The debate between Keynesian and Hayekian approach has become a
legacy of sorts, which cannot be ignored. Their ideologies have become the basis for
many economists, who have taken forward this debate by contributing their bit on
these foundations. The author brings out two class of economists called Freshwater
and Saltwater Economists as inclined to Hayekian and Keynesian principles,
respectively. He writes, On one side were the “freshwater economists,” so called
because their universities clustered around the Great Lakes; on the other, the
“saltwater economists” who hailed from schools on the coasts. Freshwater
economists considered, like Hayek, inflation to be a country’s worst curse; saltwater
economists thought, like Keynes, unemployment more serious.
The author does try to reason out the winner in this debate. But has been
candidly clear that both are winners as their contributions have lasted over a century,
sparked debates to constructive outcomes and more significantly, have been in
practice. The articulations by these economists have not only paved way for
understanding the subject but have also helped in analysing and extrapolating them
for the future. A key element, through which their ideologies have attained eternity.
Shortcomings
The book does suffer from chronological digressions, which on occasions
makes it difficult to align the events. The references, though reflect the
industriousness of the author, but diverts the reader from the core topic of
discussion, which seldom makes it difficult for the reader to comprehend.
Strengths
The book gives us an account of economic proceedings grazing through two
World Wars intertwined with the politics. It succeeds in transforming the reader into
the era and more often feels as if the reader has been an audience in the lectures
that were being delivered by the eminent economists. A feeling of having lived
through a century of economic revolutions amid turmoil truly embraces the reader.
Conclusion
The book is a running account of economic ideologies. It brings to fore the
development of Macroeconomics as a tool to analyse economics in top down
approach rather than microeconomics which analyse in bottom up approach. The
interesting fact is, this division has been distinctly established by Keynes and Hayek.
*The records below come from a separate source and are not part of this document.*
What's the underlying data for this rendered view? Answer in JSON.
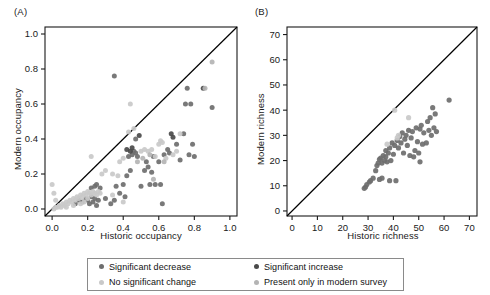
{
  "figure": {
    "background": "#ffffff",
    "panels": [
      {
        "id": "A",
        "label": "(A)",
        "xlabel": "Historic occupancy",
        "ylabel": "Modern occupancy"
      },
      {
        "id": "B",
        "label": "(B)",
        "xlabel": "Historic richness",
        "ylabel": "Modern richness"
      }
    ]
  },
  "legend": {
    "position": "bottom-center",
    "border_color": "#8a8a8a",
    "items": [
      {
        "label": "Significant decrease",
        "color": "#6e6e6e"
      },
      {
        "label": "Significant increase",
        "color": "#4a4a4a"
      },
      {
        "label": "No significant change",
        "color": "#c9c9c9"
      },
      {
        "label": "Present only in modern survey",
        "color": "#b4b4b4"
      }
    ]
  },
  "colors": {
    "significant_decrease": "#6e6e6e",
    "significant_increase": "#4a4a4a",
    "no_significant_change": "#c9c9c9",
    "present_only_modern": "#b4b4b4",
    "axis": "#1a1a1a",
    "reference_line": "#000000"
  },
  "chart_data": [
    {
      "type": "scatter",
      "panel": "A",
      "title": "(A)",
      "xlabel": "Historic occupancy",
      "ylabel": "Modern occupancy",
      "xlim": [
        -0.04,
        1.04
      ],
      "ylim": [
        -0.04,
        1.04
      ],
      "xticks": [
        0.0,
        0.2,
        0.4,
        0.6,
        0.8,
        1.0
      ],
      "yticks": [
        0.0,
        0.2,
        0.4,
        0.6,
        0.8,
        1.0
      ],
      "xticklabels": [
        "0.0",
        "0.2",
        "0.4",
        "0.6",
        "0.8",
        "1.0"
      ],
      "yticklabels": [
        "0.0",
        "0.2",
        "0.4",
        "0.6",
        "0.8",
        "1.0"
      ],
      "grid": false,
      "reference_line": {
        "type": "identity",
        "from": [
          0,
          0
        ],
        "to": [
          1.0,
          1.0
        ]
      },
      "series": [
        {
          "name": "Significant decrease",
          "color": "#6e6e6e",
          "points": [
            [
              0.13,
              0.03
            ],
            [
              0.15,
              0.05
            ],
            [
              0.17,
              0.04
            ],
            [
              0.19,
              0.06
            ],
            [
              0.2,
              0.05
            ],
            [
              0.21,
              0.03
            ],
            [
              0.22,
              0.07
            ],
            [
              0.23,
              0.04
            ],
            [
              0.24,
              0.06
            ],
            [
              0.25,
              0.02
            ],
            [
              0.26,
              0.05
            ],
            [
              0.22,
              0.12
            ],
            [
              0.24,
              0.13
            ],
            [
              0.25,
              0.14
            ],
            [
              0.27,
              0.12
            ],
            [
              0.3,
              0.06
            ],
            [
              0.33,
              0.03
            ],
            [
              0.35,
              0.05
            ],
            [
              0.36,
              0.13
            ],
            [
              0.38,
              0.09
            ],
            [
              0.4,
              0.14
            ],
            [
              0.41,
              0.07
            ],
            [
              0.42,
              0.19
            ],
            [
              0.43,
              0.3
            ],
            [
              0.44,
              0.22
            ],
            [
              0.45,
              0.31
            ],
            [
              0.46,
              0.33
            ],
            [
              0.47,
              0.32
            ],
            [
              0.47,
              0.4
            ],
            [
              0.48,
              0.3
            ],
            [
              0.5,
              0.13
            ],
            [
              0.52,
              0.22
            ],
            [
              0.53,
              0.27
            ],
            [
              0.54,
              0.24
            ],
            [
              0.55,
              0.14
            ],
            [
              0.56,
              0.21
            ],
            [
              0.57,
              0.3
            ],
            [
              0.58,
              0.14
            ],
            [
              0.6,
              0.27
            ],
            [
              0.61,
              0.14
            ],
            [
              0.62,
              0.03
            ],
            [
              0.63,
              0.31
            ],
            [
              0.65,
              0.34
            ],
            [
              0.66,
              0.32
            ],
            [
              0.7,
              0.37
            ],
            [
              0.72,
              0.28
            ],
            [
              0.74,
              0.43
            ],
            [
              0.75,
              0.6
            ],
            [
              0.76,
              0.69
            ],
            [
              0.77,
              0.31
            ],
            [
              0.78,
              0.6
            ],
            [
              0.79,
              0.37
            ],
            [
              0.8,
              0.3
            ],
            [
              0.9,
              0.58
            ],
            [
              0.35,
              0.76
            ]
          ]
        },
        {
          "name": "Significant increase",
          "color": "#4a4a4a",
          "points": [
            [
              0.42,
              0.34
            ],
            [
              0.44,
              0.33
            ],
            [
              0.45,
              0.35
            ],
            [
              0.49,
              0.42
            ],
            [
              0.67,
              0.43
            ],
            [
              0.68,
              0.41
            ],
            [
              0.85,
              0.69
            ]
          ]
        },
        {
          "name": "No significant change",
          "color": "#c9c9c9",
          "points": [
            [
              0.01,
              0.0
            ],
            [
              0.02,
              0.01
            ],
            [
              0.03,
              0.01
            ],
            [
              0.04,
              0.02
            ],
            [
              0.05,
              0.01
            ],
            [
              0.06,
              0.03
            ],
            [
              0.07,
              0.02
            ],
            [
              0.08,
              0.04
            ],
            [
              0.09,
              0.03
            ],
            [
              0.1,
              0.05
            ],
            [
              0.11,
              0.04
            ],
            [
              0.12,
              0.06
            ],
            [
              0.13,
              0.05
            ],
            [
              0.14,
              0.07
            ],
            [
              0.15,
              0.06
            ],
            [
              0.16,
              0.08
            ],
            [
              0.17,
              0.07
            ],
            [
              0.18,
              0.09
            ],
            [
              0.19,
              0.08
            ],
            [
              0.2,
              0.1
            ],
            [
              0.21,
              0.09
            ],
            [
              0.22,
              0.08
            ],
            [
              0.23,
              0.1
            ],
            [
              0.24,
              0.09
            ],
            [
              0.25,
              0.08
            ],
            [
              0.26,
              0.1
            ],
            [
              0.27,
              0.09
            ],
            [
              0.18,
              0.04
            ],
            [
              0.2,
              0.06
            ],
            [
              0.16,
              0.03
            ],
            [
              0.12,
              0.02
            ],
            [
              0.08,
              0.01
            ],
            [
              0.28,
              0.2
            ],
            [
              0.3,
              0.22
            ],
            [
              0.22,
              0.3
            ],
            [
              0.34,
              0.2
            ],
            [
              0.38,
              0.27
            ],
            [
              0.4,
              0.29
            ],
            [
              0.43,
              0.44
            ],
            [
              0.44,
              0.6
            ],
            [
              0.46,
              0.46
            ],
            [
              0.5,
              0.33
            ],
            [
              0.52,
              0.34
            ],
            [
              0.54,
              0.33
            ],
            [
              0.56,
              0.34
            ],
            [
              0.58,
              0.3
            ],
            [
              0.6,
              0.37
            ],
            [
              0.61,
              0.39
            ],
            [
              0.62,
              0.38
            ],
            [
              0.64,
              0.29
            ],
            [
              0.68,
              0.31
            ],
            [
              0.7,
              0.33
            ],
            [
              0.72,
              0.43
            ],
            [
              0.37,
              0.19
            ],
            [
              0.4,
              0.04
            ],
            [
              0.34,
              0.08
            ],
            [
              0.0,
              0.14
            ],
            [
              0.01,
              0.09
            ],
            [
              0.02,
              0.05
            ]
          ]
        },
        {
          "name": "Present only in modern survey",
          "color": "#b4b4b4",
          "points": [
            [
              0.48,
              0.27
            ],
            [
              0.51,
              0.29
            ],
            [
              0.55,
              0.31
            ],
            [
              0.63,
              0.27
            ],
            [
              0.86,
              0.69
            ],
            [
              0.9,
              0.84
            ],
            [
              0.57,
              0.17
            ]
          ]
        }
      ]
    },
    {
      "type": "scatter",
      "panel": "B",
      "title": "(B)",
      "xlabel": "Historic richness",
      "ylabel": "Modern richness",
      "xlim": [
        -2,
        73
      ],
      "ylim": [
        -2,
        73
      ],
      "xticks": [
        0,
        10,
        20,
        30,
        40,
        50,
        60,
        70
      ],
      "yticks": [
        0,
        10,
        20,
        30,
        40,
        50,
        60,
        70
      ],
      "xticklabels": [
        "0",
        "10",
        "20",
        "30",
        "40",
        "50",
        "60",
        "70"
      ],
      "yticklabels": [
        "0",
        "10",
        "20",
        "30",
        "40",
        "50",
        "60",
        "70"
      ],
      "grid": false,
      "reference_line": {
        "type": "identity",
        "from": [
          0,
          0
        ],
        "to": [
          72,
          72
        ]
      },
      "series": [
        {
          "name": "Significant decrease",
          "color": "#6e6e6e",
          "points": [
            [
              28.5,
              9.0
            ],
            [
              29.0,
              9.5
            ],
            [
              29.5,
              10.5
            ],
            [
              30.5,
              11.5
            ],
            [
              31.0,
              12.0
            ],
            [
              32.0,
              13.0
            ],
            [
              33.0,
              16.0
            ],
            [
              33.5,
              18.0
            ],
            [
              34.0,
              19.0
            ],
            [
              34.5,
              20.5
            ],
            [
              35.0,
              21.0
            ],
            [
              35.5,
              19.0
            ],
            [
              36.0,
              22.0
            ],
            [
              36.5,
              20.0
            ],
            [
              37.0,
              21.5
            ],
            [
              37.0,
              24.0
            ],
            [
              37.5,
              19.5
            ],
            [
              38.0,
              23.0
            ],
            [
              38.5,
              25.0
            ],
            [
              39.0,
              20.0
            ],
            [
              39.5,
              27.0
            ],
            [
              40.0,
              22.5
            ],
            [
              40.5,
              26.0
            ],
            [
              41.0,
              12.0
            ],
            [
              41.5,
              28.0
            ],
            [
              42.0,
              25.0
            ],
            [
              42.5,
              29.5
            ],
            [
              43.0,
              27.0
            ],
            [
              43.5,
              31.0
            ],
            [
              44.0,
              23.0
            ],
            [
              44.5,
              28.5
            ],
            [
              45.0,
              30.0
            ],
            [
              45.5,
              26.0
            ],
            [
              46.0,
              32.0
            ],
            [
              46.5,
              22.0
            ],
            [
              47.0,
              29.0
            ],
            [
              47.5,
              31.5
            ],
            [
              48.0,
              21.5
            ],
            [
              48.5,
              24.0
            ],
            [
              49.0,
              33.0
            ],
            [
              49.5,
              27.5
            ],
            [
              50.0,
              23.0
            ],
            [
              50.5,
              32.5
            ],
            [
              50.5,
              19.5
            ],
            [
              51.0,
              34.0
            ],
            [
              51.5,
              26.5
            ],
            [
              52.0,
              31.0
            ],
            [
              53.0,
              27.0
            ],
            [
              53.5,
              35.5
            ],
            [
              54.0,
              32.0
            ],
            [
              54.5,
              37.0
            ],
            [
              55.0,
              30.0
            ],
            [
              55.5,
              41.0
            ],
            [
              56.0,
              33.0
            ],
            [
              56.5,
              38.5
            ],
            [
              57.0,
              31.5
            ],
            [
              62.0,
              44.0
            ],
            [
              35.5,
              13.0
            ],
            [
              34.5,
              12.5
            ],
            [
              38.5,
              12.0
            ]
          ]
        },
        {
          "name": "No significant change",
          "color": "#c9c9c9",
          "points": [
            [
              40.5,
              40.0
            ],
            [
              46.0,
              37.0
            ],
            [
              42.0,
              30.0
            ],
            [
              37.5,
              26.5
            ],
            [
              41.5,
              29.0
            ]
          ]
        }
      ]
    }
  ]
}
The goals of complete employment, stable prices, high growth and optimum rate of
interest with the role of government in markets are the issues that have been
approached in two contrasting manner by Keynes and Hayek. While Keynesian
philosophy urges Demand side push, Hayekian ideology urges Supply side push to
the economy with ultimate aim of attaining full utility of resources to attain equilibrium
which would impart maximum happiness to humans, given scarce resources. The
book also presents the significance of conceptualisation of Monetary and Fiscal
policies and grazes through the importance of their inter-dependence. To sum it up, it
is an interesting read which educates the reader about economics and its evolution
as well as is successful in kindling the thinking pandora box of the reader.